The Veteran's cause of death is being remanded for a medical opinion regarding his exposure to ionizing radiation in service and its relation to his metastatic bladder cancer.
The deciding factor: The case requires an advisory medical opinion under the Radiation Exposure Compensation Standards Act (RECSA) due to insufficient evidence on dose estimate.
- Claimed conditions
- metastatic bladder cancer
- How they argued it
- Presumptive (no nexus needed)
- Exposure basis
- Ionizing radiation
- Rating assigned
- None in this decision
- Decision date
- December 4, 2019
- Citation
- 19191125
This is a plain-language summary generated by AI from a public Board of Veterans’ Appeals decision. It can contain errors — always verify against the original. Look up the original decision on VA.gov (opens in a new tab) using citation 19191125.
What this means for you
A remand is not a loss. The Board sent the case back for more development — often a new exam or missing records — before making a final decision. Many remands later end in a grant, and the decision spells out exactly what the Board wanted to see.
What you can do next
Related decisions
Other Board decisions on a similar condition or argued the same way.
- Granted
The Board granted service connection for the cause of the Veteran's death, finding that his metastatic bladder cancer was likely incurred in or caused by his active service due to exposure to toxic chemicals, including benzene.
- Denied
The Board denied the claim for service connection for the cause of death, finding no evidence to support a link between any in-service conditions and the Veteran's death.
- Denied
The Board denied the claim for DIC benefits and service connection for cause of death due to lack of evidence linking the Veteran's terminal metastatic bladder cancer to his military service, including exposure to herbicides. The primary cause of death was listed as metastatic bladder cancer.
- Remanded (sent back)
The Veteran's death was attributed to metastatic bladder cancer, which is a radiogenic disease. His family claims he was exposed to ionizing radiation during Operation Plumbbob at Camp Desert Rock in Nevada. However, the available records do not confirm his presence there. The claim will be remanded for further development under 38 C.F.R. § 3.311.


▸ Task details
At the line containing "Locate an element", begin an exact copy of the lines below and continue through the final one, with no pictures.

▸ Extracted records
________

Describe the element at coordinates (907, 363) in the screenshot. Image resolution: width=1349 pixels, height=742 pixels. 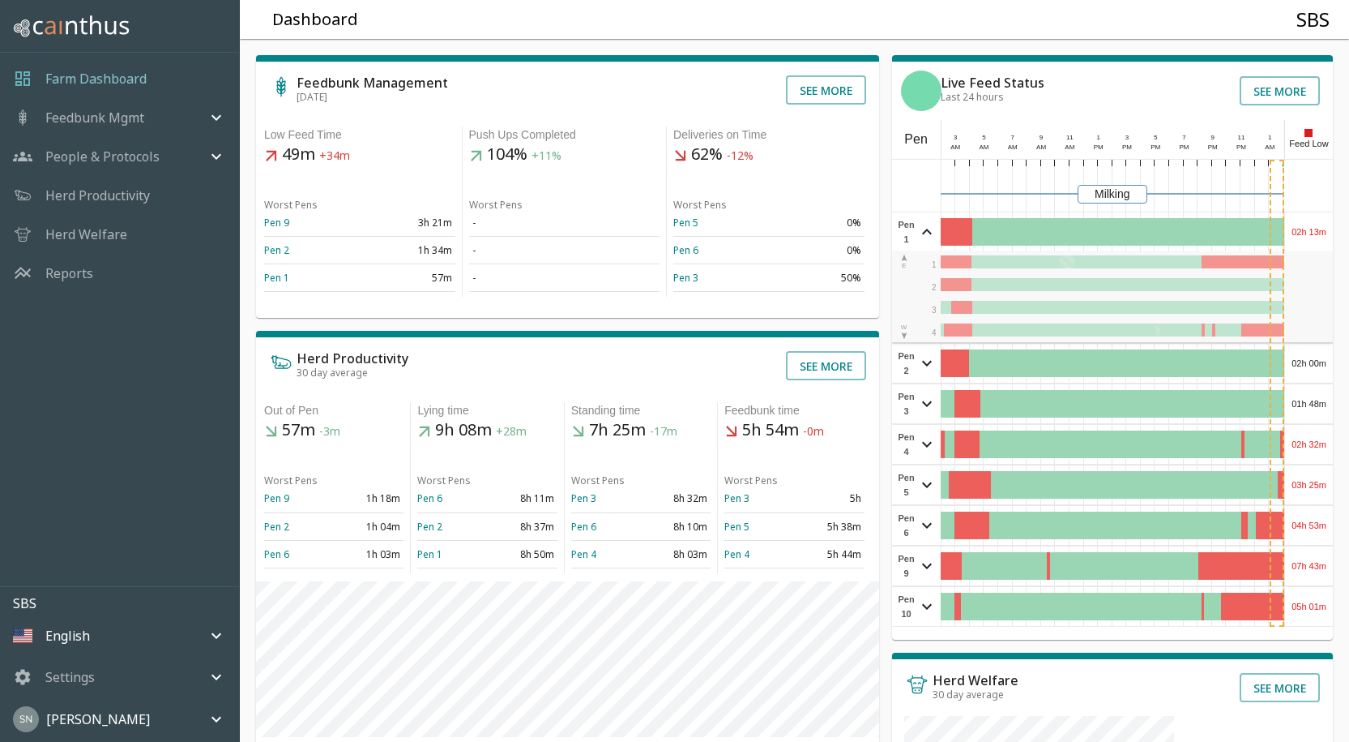
I see `span: Pen 2` at that location.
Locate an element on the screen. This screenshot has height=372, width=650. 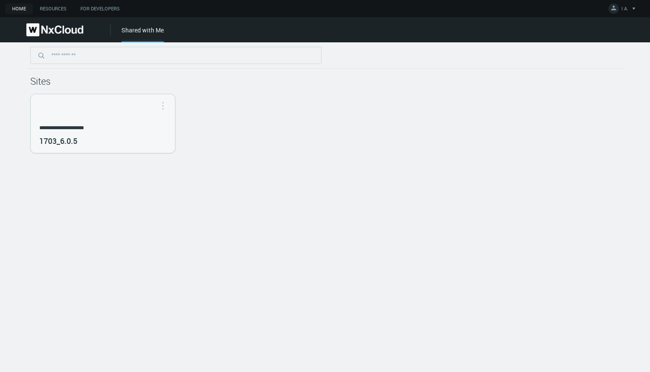
a: Home is located at coordinates (19, 9).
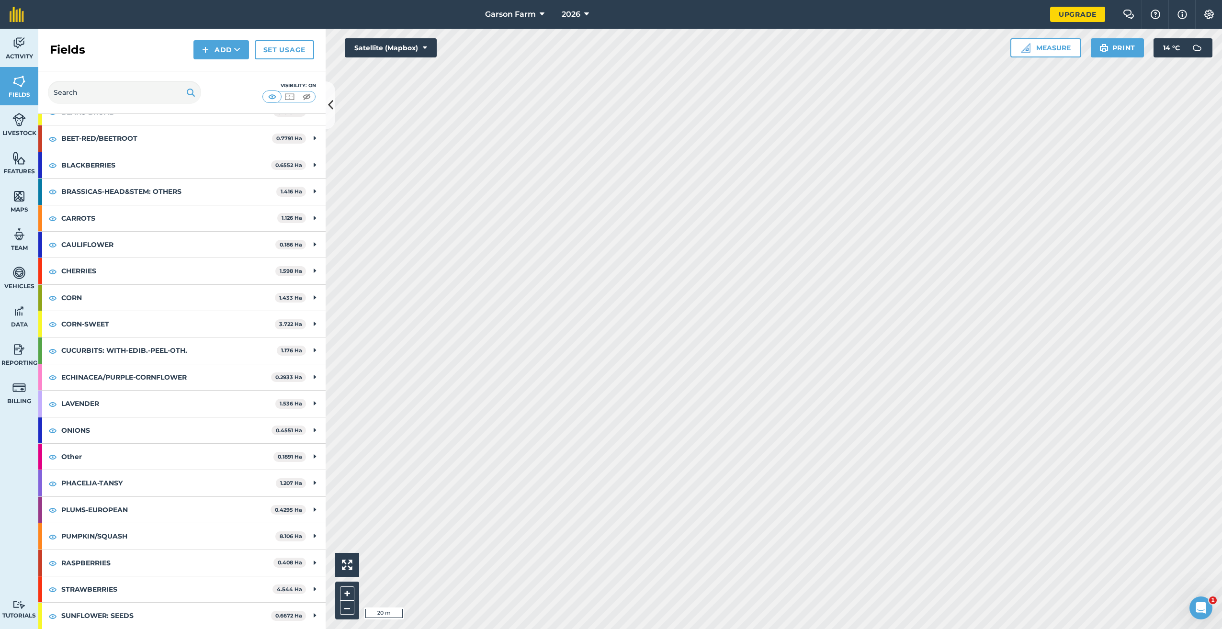 Image resolution: width=1222 pixels, height=629 pixels. Describe the element at coordinates (289, 430) in the screenshot. I see `strong: 0.4551 Ha` at that location.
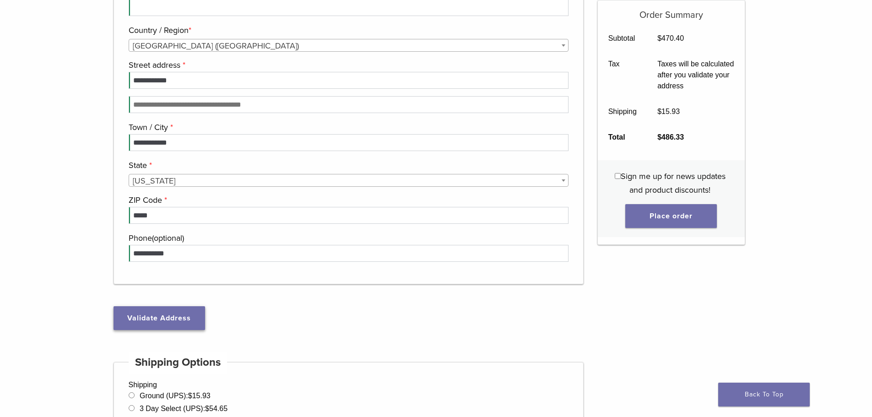  What do you see at coordinates (175, 395) in the screenshot?
I see `label: Ground (UPS):` at bounding box center [175, 395].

________

▸ Reply to the task
Locate an element on the screen. This screenshot has height=372, width=650. 
a: Home is located at coordinates (19, 9).
 Image resolution: width=1222 pixels, height=629 pixels. Describe the element at coordinates (289, 430) in the screenshot. I see `strong: 0.4551 Ha` at that location.
  What do you see at coordinates (175, 395) in the screenshot?
I see `label: Ground (UPS):` at bounding box center [175, 395].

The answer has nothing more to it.